General Semantics - Connections To Other Disciplines

Connections To Other Disciplines

General semantics has important links with analytic philosophy and the philosophy of science; it could be characterized without too much distortion as applied analytic philosophy. The influence of Ludwig Wittgenstein and the Vienna Circle, and of early operationalists and pragmatists such as Charles Sanders Peirce, is particularly clear in the foundational ideas of general semantics. Korzybski himself acknowledged many of these influences.

The concept of "silence on the objective level" attributed to Korzybski and his insistence on consciousness of abstracting are parallel to some central ideas in Zen Buddhism. Korzybski is not recorded to have acknowledged any influence from this quarter, but he formulated general semantics during the same years that the first popularizations of Zen were becoming part of the intellectual currency of educated speakers of English. On the other hand, later Zen-popularizer Alan Watts was influenced by ideas from general semantics.

L. Ron Hubbard is widely believed to have used the theory in his creation of Dianetics and later to have incorporated it into Scientology, and acknowledges this in several texts; the first of these two movements in turn introduced general semantics to a wider audience in the early 1950s, including popular science fiction writer A. E. van Vogt, personal growth theorist Harvey Jackins and his movement Re-evaluation Counseling and movements like Gestalt therapy. The founders of these movements did not themselves credit Korzybski for their ideas.

General semantics has survived most profoundly in the cognitive therapies that emerged in the 1950s and 1960s. Albert Ellis (1913–2007), who developed Rational emotive behavior therapy, acknowledged influence from general semantics and delivered the Alfred Korzybski Memorial Lecture in 1991. The Bruges (Belgium) center for Solution Focused Therapy operates under the name Korzybski Institute Training and Research Center. George Kelly, founder of Personal Construct Psychology, was influenced by general semantics. Frederick Perls and Paul Goodman, founders of Gestalt therapy are said to have been influenced by Korzybski Wendell Johnson wrote "People in Quandries: The Semantics of Personal Adjustment" in 1946, which stands as the first attempt to form a therapy from general semantics.

During the 1940s and 1950s, general semantics entered the idiom of science fiction, most notably through the works of A. E. van Vogt, The World of Null-A and its sequels, and Robert A. Heinlein, Gulf. The ideas of general semantics became a sufficiently important part of the shared intellectual toolkit of genre science fiction to merit parody by Damon Knight and others; they have since shown a tendency to reappear (often without attribution) in the work of more recent writers such as Samuel R. Delany, Suzette Haden Elgin and Robert Anton Wilson. In 2008, John Wright extended van Vogt's Null-A series with Null-A Continuum.

Neil Postman, founder of New York University's media ecology program in 1971, edited ETC.: A Review of General Semantics from 1976 to 1986. Postman's student Lance Strate, a co-founder of the Media Ecology Association, served as executive director of the Institute of General Semantics from 2007 to 2010.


- [PROBLEM DESCRIPTION]
Copy out the data from the line containing "Locate an element on the screen. Image" to its last line, exactly. No pictures.

(Pixel coordinate grounding data)
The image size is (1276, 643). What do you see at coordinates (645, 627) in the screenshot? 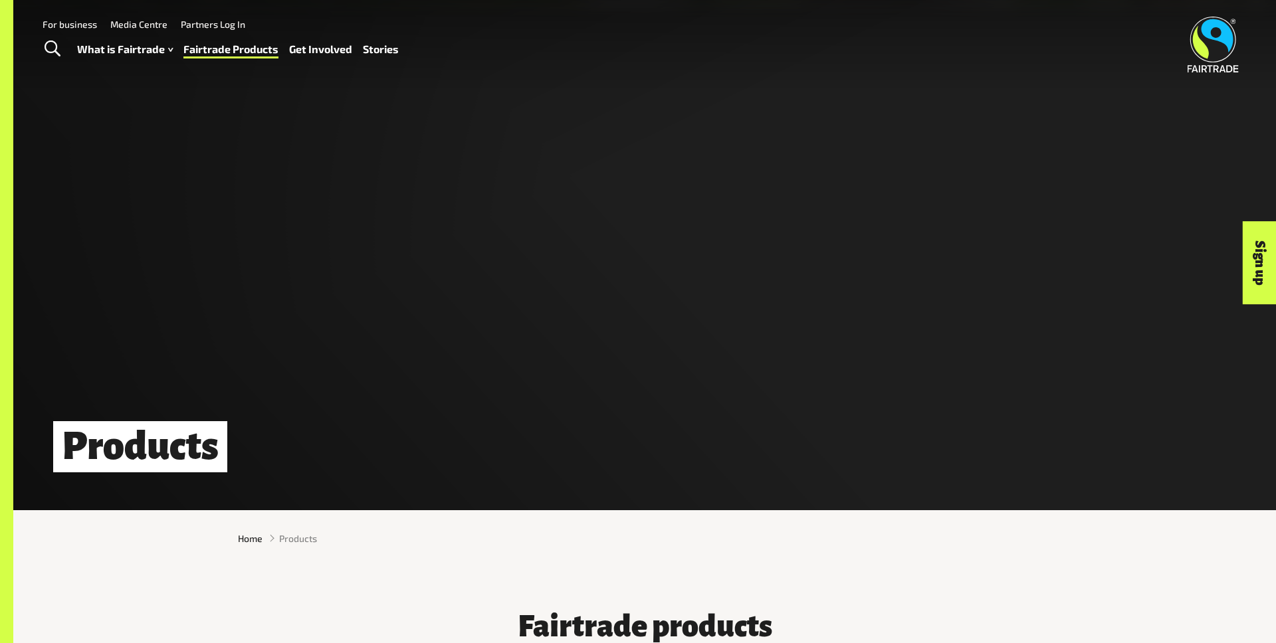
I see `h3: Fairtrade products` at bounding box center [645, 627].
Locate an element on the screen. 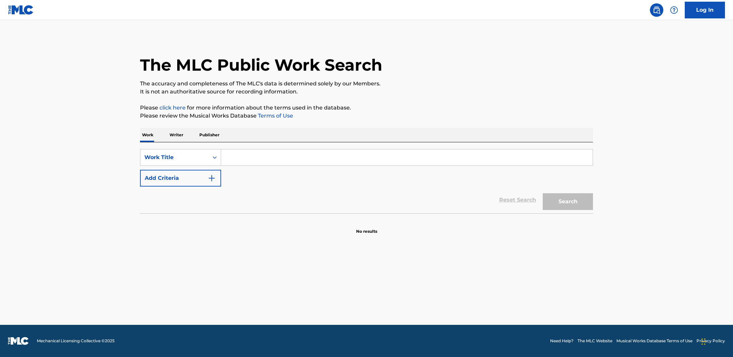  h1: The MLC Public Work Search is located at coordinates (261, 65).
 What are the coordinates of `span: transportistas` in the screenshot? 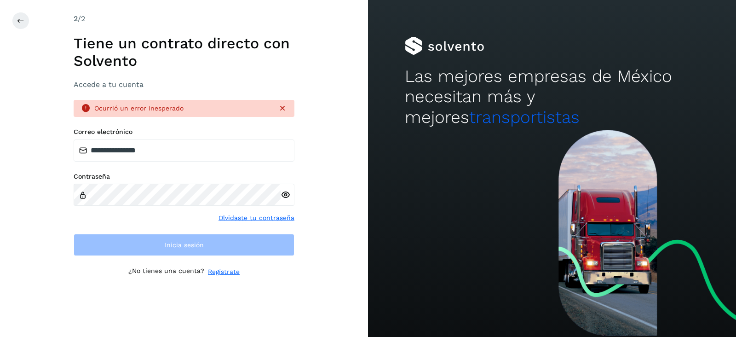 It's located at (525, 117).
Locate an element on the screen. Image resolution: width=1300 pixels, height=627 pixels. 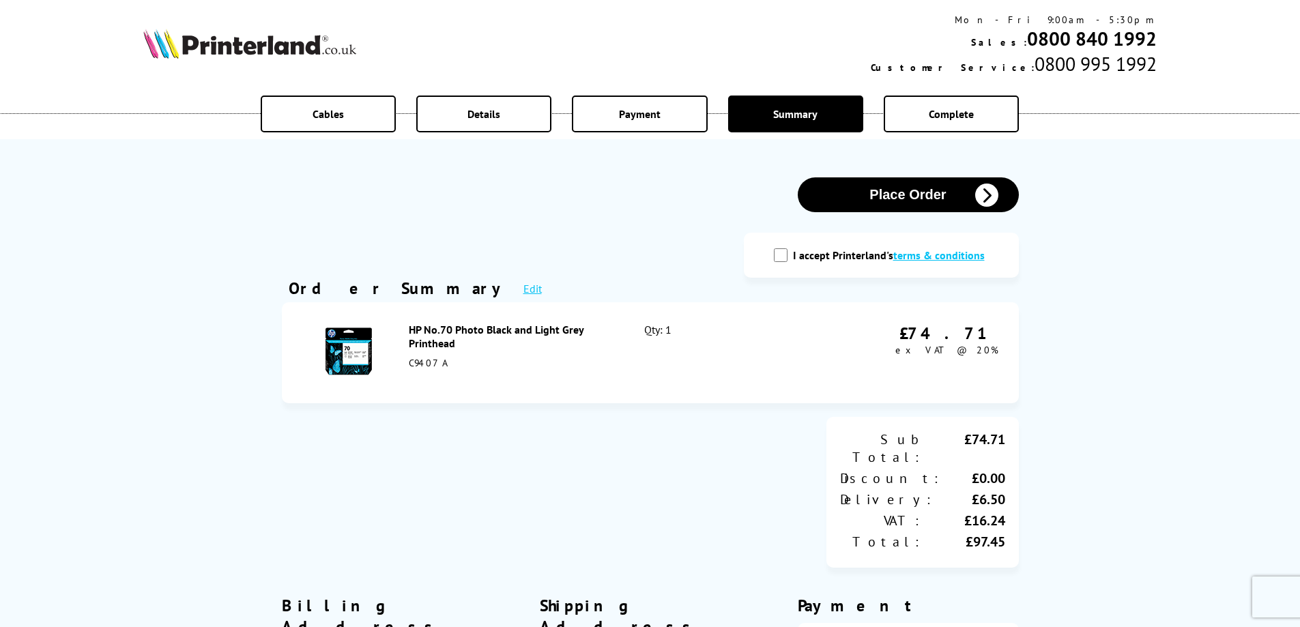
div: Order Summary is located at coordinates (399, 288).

- [ANSWER TO THE EXERCISE]
Locate an element on the screen. Image resolution: width=1300 pixels, height=627 pixels. 
div: Order Summary is located at coordinates (399, 288).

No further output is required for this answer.